Viva La Vida or Death and All His Friends is the highly anticipated fourth full-length studio album by Coldplay. Featuring over 45 minutes of music across ten new tracks, it represents a significant evolution in the signature Coldplay sound. Viva la Vida, which takes its name from a painting by 20th century Mexican artist Friday Kahlo (not the painting featured on the cover, which is Liberty Leading the People by Eugene Delacroix), translates as "Live the Life" in Spanish.
Legendary producer and musician Brian Eno, who has worked with Paul Simon, David Bowie, and U2, was on-hand to help guide Coldplay into the musical world of Viva la Vida. New to the oeuvre are sweeping instrumentals, lush soundscapes, and jaunting rhythms. This sonic development is akin to frontman Chris Martin's lyrical evolution, with the band proclaiming the new lyrical foundation to be "much more abstract, much more visual than before," as well as "less straight-forward, more oblique".
Where soft arena rock was the modus operandi before, Viva la Vida relishes in its moments of the most familiar and alienating sounds. If that seems paradoxical, it is! With their latest release, Coldplay has perfected the art of effortlessly blending plaintive, infectious melodies with atypical song structures, abrasive electric guitars, and Latin-spiced rhythmic deviations.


== Exercise directions ==
Find the line in the entries below that contains "itemize the components". Repeat it exactly, and every line after it through the line that contains "What elements are".

(Figure collection entries)
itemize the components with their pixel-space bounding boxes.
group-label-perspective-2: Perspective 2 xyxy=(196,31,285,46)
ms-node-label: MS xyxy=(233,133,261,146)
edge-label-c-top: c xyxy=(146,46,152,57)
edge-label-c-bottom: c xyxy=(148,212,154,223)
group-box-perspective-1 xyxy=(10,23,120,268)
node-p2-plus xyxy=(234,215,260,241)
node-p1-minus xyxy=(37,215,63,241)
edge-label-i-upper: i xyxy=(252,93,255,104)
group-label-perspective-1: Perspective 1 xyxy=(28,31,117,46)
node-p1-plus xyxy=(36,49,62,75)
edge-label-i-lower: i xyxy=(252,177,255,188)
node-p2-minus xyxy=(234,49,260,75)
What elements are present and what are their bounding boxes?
==
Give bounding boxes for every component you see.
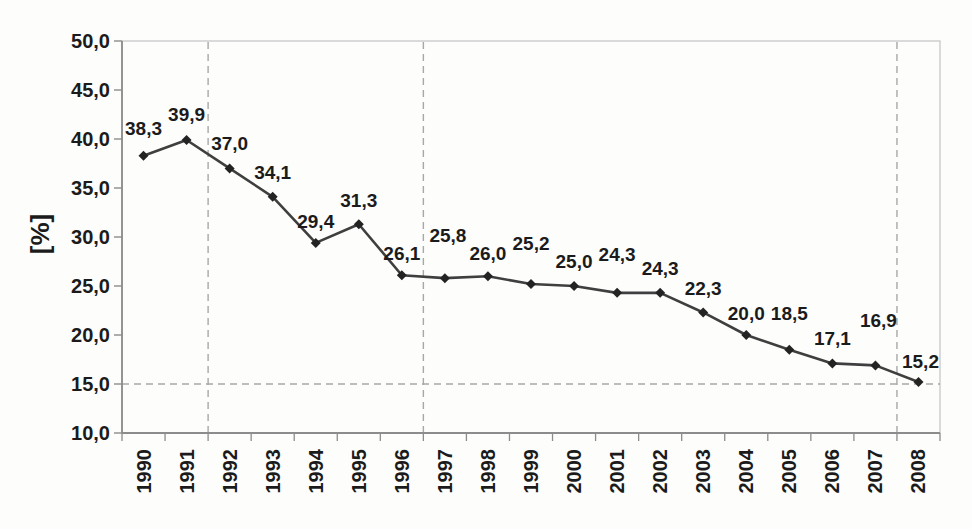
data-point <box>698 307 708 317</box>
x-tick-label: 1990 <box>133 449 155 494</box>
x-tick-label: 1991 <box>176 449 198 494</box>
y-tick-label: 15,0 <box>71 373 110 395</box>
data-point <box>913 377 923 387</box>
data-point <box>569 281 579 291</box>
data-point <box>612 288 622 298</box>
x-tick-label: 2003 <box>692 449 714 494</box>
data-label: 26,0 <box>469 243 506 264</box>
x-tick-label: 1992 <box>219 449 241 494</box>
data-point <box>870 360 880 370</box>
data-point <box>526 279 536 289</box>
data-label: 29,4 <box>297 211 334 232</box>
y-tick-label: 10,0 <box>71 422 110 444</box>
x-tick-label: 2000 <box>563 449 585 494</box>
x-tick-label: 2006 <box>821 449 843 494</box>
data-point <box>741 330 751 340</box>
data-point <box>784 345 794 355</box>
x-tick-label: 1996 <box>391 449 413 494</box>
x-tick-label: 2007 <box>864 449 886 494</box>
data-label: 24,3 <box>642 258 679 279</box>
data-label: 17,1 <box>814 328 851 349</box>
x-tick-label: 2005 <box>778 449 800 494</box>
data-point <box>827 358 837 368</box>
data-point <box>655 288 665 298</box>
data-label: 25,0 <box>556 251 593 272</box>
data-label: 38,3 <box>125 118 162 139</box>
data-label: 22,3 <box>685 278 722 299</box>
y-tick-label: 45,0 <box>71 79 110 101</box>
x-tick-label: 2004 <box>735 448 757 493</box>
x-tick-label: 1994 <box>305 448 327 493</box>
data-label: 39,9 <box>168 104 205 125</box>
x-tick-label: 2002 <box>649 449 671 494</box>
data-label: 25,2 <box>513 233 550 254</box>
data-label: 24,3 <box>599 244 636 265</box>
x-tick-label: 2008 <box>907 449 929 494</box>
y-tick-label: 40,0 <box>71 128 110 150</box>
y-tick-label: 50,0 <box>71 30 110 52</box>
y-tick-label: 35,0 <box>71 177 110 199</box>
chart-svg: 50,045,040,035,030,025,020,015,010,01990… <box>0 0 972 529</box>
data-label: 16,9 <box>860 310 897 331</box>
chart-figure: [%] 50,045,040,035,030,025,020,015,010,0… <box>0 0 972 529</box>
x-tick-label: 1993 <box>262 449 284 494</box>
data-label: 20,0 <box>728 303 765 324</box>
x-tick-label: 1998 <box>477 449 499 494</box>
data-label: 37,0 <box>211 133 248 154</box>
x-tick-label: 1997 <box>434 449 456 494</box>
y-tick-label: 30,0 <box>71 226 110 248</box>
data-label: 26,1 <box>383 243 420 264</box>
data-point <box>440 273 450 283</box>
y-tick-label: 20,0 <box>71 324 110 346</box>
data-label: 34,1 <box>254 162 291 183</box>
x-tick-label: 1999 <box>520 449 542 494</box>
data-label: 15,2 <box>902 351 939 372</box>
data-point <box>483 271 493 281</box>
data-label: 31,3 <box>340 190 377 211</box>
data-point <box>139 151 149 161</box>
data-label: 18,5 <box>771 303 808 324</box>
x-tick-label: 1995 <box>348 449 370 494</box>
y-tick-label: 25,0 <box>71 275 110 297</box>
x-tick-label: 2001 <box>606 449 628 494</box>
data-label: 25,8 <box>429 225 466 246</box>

== Reply to the exercise ==
itemize the components with their pixel-space bounding boxes.
group-label-perspective-2: Perspective 2 xyxy=(196,31,285,46)
ms-node-label: MS xyxy=(233,133,261,146)
edge-label-c-top: c xyxy=(146,46,152,57)
edge-label-c-bottom: c xyxy=(148,212,154,223)
group-box-perspective-1 xyxy=(10,23,120,268)
node-p2-plus xyxy=(234,215,260,241)
node-p1-minus xyxy=(37,215,63,241)
edge-label-i-upper: i xyxy=(252,93,255,104)
group-label-perspective-1: Perspective 1 xyxy=(28,31,117,46)
node-p1-plus xyxy=(36,49,62,75)
edge-label-i-lower: i xyxy=(252,177,255,188)
node-p2-minus xyxy=(234,49,260,75)
What elements are present and what are their bounding boxes?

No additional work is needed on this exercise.